After being relatively overlooked for over 15 years, a new recording of the symphony was released by Elektra- Nonesuch Records in 1992, and for the typical classical recording of a 20th-century composer, the sales were out of this world. Within two years, the record had sold 700,000 copies worldwide. It topped the classical charts in the U.S. and U.K. and in the U.K., even climbed to number six on the mainstream charts.
Górecki was as surprised as anyone else at the recording’s success, and later speculated that “perhaps people find something they need in this piece of music … Somehow I hit the right note, something they were missing. Something somewhere had been lost to them. I feel that I instinctively knew what they needed.” Krzysztof Urbański, the ISO music director, agrees:
“It is a little mystery that it gained such popularity,” he says. “It is a wonderful piece of music, magical, different than anything else. I think it touches our hearts and we simply cannot overlook such an emotional statement.”
The ISO’s performance of Górecki’s Third Symphony features Urbański, the youngest music director of a major symphony in the U.S.; ISO Concertmaster Zach De Pue on violin; and soprano Shara Worden, of local label Asthmatic Kitty’s My Brightest Diamond.

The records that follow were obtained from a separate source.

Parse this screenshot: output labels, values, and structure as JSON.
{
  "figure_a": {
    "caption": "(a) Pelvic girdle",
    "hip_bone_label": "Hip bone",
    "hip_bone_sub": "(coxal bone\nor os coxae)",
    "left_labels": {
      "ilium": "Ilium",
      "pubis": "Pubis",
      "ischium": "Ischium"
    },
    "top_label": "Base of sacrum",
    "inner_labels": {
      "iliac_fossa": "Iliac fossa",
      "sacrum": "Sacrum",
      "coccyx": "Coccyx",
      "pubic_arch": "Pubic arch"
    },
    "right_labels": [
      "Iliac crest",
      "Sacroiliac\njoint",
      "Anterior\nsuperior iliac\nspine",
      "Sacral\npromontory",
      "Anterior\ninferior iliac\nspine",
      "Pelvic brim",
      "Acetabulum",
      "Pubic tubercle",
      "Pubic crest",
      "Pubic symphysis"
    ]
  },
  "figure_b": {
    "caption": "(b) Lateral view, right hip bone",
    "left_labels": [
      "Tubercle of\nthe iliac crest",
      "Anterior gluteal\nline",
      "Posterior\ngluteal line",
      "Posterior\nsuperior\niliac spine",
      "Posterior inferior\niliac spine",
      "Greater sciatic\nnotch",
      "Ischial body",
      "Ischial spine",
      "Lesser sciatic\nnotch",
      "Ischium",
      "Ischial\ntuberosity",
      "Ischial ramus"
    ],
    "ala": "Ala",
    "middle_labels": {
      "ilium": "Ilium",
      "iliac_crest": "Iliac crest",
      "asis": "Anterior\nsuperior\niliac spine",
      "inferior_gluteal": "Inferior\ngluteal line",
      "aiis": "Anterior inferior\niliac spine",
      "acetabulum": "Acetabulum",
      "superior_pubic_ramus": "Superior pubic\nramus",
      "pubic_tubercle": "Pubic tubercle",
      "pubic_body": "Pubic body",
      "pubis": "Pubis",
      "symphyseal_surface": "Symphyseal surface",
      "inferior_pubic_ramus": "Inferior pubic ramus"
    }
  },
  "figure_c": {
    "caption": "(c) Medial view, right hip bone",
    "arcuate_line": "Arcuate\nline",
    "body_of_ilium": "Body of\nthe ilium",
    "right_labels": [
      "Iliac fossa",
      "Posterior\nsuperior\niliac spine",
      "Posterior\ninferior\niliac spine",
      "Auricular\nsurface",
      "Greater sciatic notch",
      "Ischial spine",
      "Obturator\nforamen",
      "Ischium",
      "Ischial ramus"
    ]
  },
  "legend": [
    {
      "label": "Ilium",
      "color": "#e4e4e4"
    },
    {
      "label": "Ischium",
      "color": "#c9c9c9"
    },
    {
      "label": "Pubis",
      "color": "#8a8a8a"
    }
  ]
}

Górecki was born in Poland and lived there most of his life. In the early 1970s, looking to go in a new direction with his music, Górecki began seeking inspiration for a new work. He found his first influence in a Polish folk song, a melody called, “Where has he gone, my dear young son,” in which a mother mourns for a son lost in a war. He said, “For me, it is a wonderfully poetic text … It is not sorrow, despair or resignation, or the wringing of hands: it is just the great grief and lamenting of a mother who has lost her son.”
His second inspiration was lifted from the cell walls of a Nazi Gestapo prison in the south of Poland. Scrawled on the wall were the words of 18-year-old Helena Wanda Błażusiakówna, incarcerated in 1944. She wrote, “Oh Mamma do not cry—Immaculate Queen of Heaven support me always.” Górecki was struck by this young woman’s ability to think first of her mother, instead of crying out in anger for revenge, as so many of the other messages did. He notes, “She does not despair, does not cry, does not scream for revenge. She does not think about herself, whether she deserves her fate or not. Instead, she only thinks about her mother, because it is her mother who will experience true despair. This inscription was something extraordinary. And it really fascinated me.”
Having had two flashes of insight, he sought a third and final one to continue the theme and tie the three movements together. He finally settled on a mid-15th century folk song containing a passage in which the Virgin Mary speaks to her son, who is dying on the cross: “O my son, beloved and chosen, share your wounds with your mother.”
The result of these three mournful vignettes was his Third Symphony, called the Symphony of Sorrowful Songs, for obvious reasons. (If you want to take a crack at the Polish, it’s Symfonia pieśni żałosnych.) It remained nearly unnoticed for many years.
Górecki originally thought to frame the symphony with an introduction and a conclusion with two verses from Psalms about a war-torn Israel but ultimately rejected this idea, worried that it would too firmly position the symphony as one “about war.” He wanted the work to stand as three separate laments evoking the ties between mother and child.
Despite that, many people would try to interpret the symphony as a response to the Holocaust, but Górecki continued to insist that his work be viewed in a wider context. He said, “Many of my family died in concentration camps. I had a grandfather who was in Dachau, an aunt in Auschwitz. You know how it is between Poles and Germans. But Bach was a German too—and Schubert, and Strauss. Everyone has his place on this little earth. That’s all behind me. So the Third Symphony is not about war; it’s not a Dies Irae (Day of Wrath); it’s a normal Symphony of Sorrowful Songs.” No one can deny the sorrowful part, but normal they are not.
The ISO will only be performing this piece for one weekend, and while its success in Indianapolis may only contribute to a small fraction of its global triumphs, Urbański says that it will carry an “immense emotional charge” for those who hear it—even if you’ve never worn knee breeches.